By late December, the sheep, cows, pigs, and poultry had long disappeared, and starving peasants turned for food to the ever-dwindling supply of dogs and horses. In cities, carpenters began to build coffins with bottoms and sides that dropped away, so that they could be reused. In many remote areas, corpses were left “uncoffined and unburied,” Cove attorney Maurice Power reported, their bodies torn to pieces by vultures and “other evils no tongue could tell.” Power was not alone in his reluctance to include excessive detail; in numerous contemporaneous accounts, writers explicitly noted their reticence to share their most gruesome observances of starvation’s effects on the human body.

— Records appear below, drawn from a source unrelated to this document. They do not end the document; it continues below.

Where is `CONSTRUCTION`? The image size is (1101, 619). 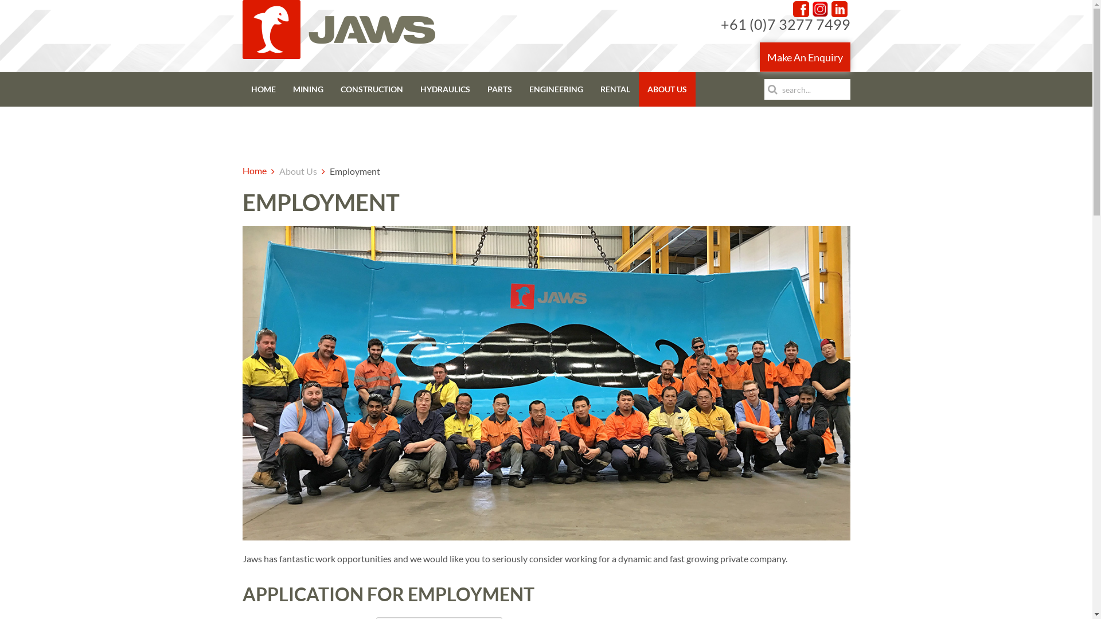 CONSTRUCTION is located at coordinates (372, 89).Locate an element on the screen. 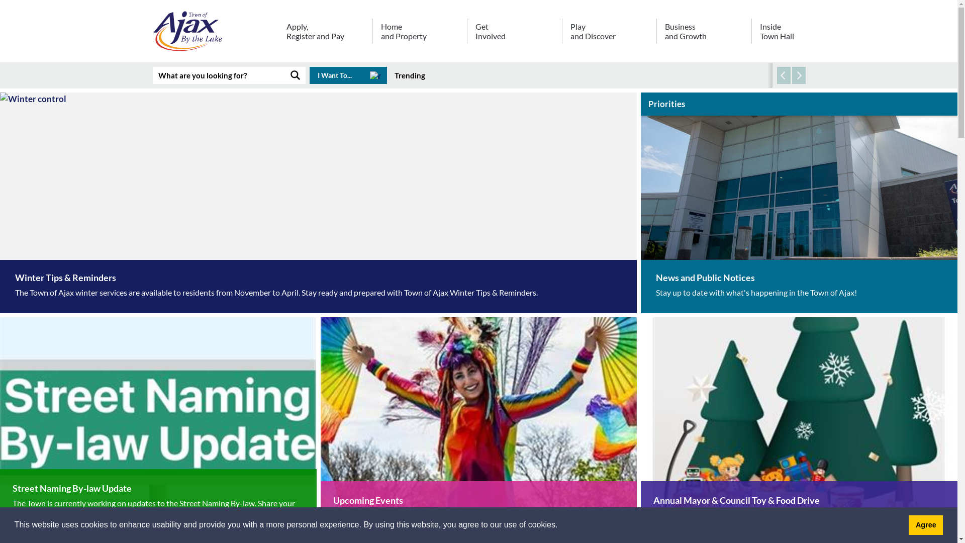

Coroners struggled to keep up with visits to homes of the deceased and soon ceased inquests to determine cause of death, too, knowing full well—as did mourning family members who gently closed the eyelids of their dead loved ones—that in almost every case, they would write “starvation” on the line designated for cause of death. Across Ireland, people who had yet to succumb stumbled toward death: in mid-December, 25,000 paupers were without food in County Wicklow; more than 400,000 were “totally destitute” in Mayo; and in Donegal, relief worker James H. Tuke reported that “fully half of the population subsisted wholly upon potatoes—a crop which is totally swept away from the face of the country as though it had never been.”
And from County Sligo, one relief inspector wrote to Trevelyan in December with a warning and a plea not unlike the messages from Father Mathew: “I assure you that unless something is immediately done the people must die. Pray do something for them. Let me beg you to attend to this.”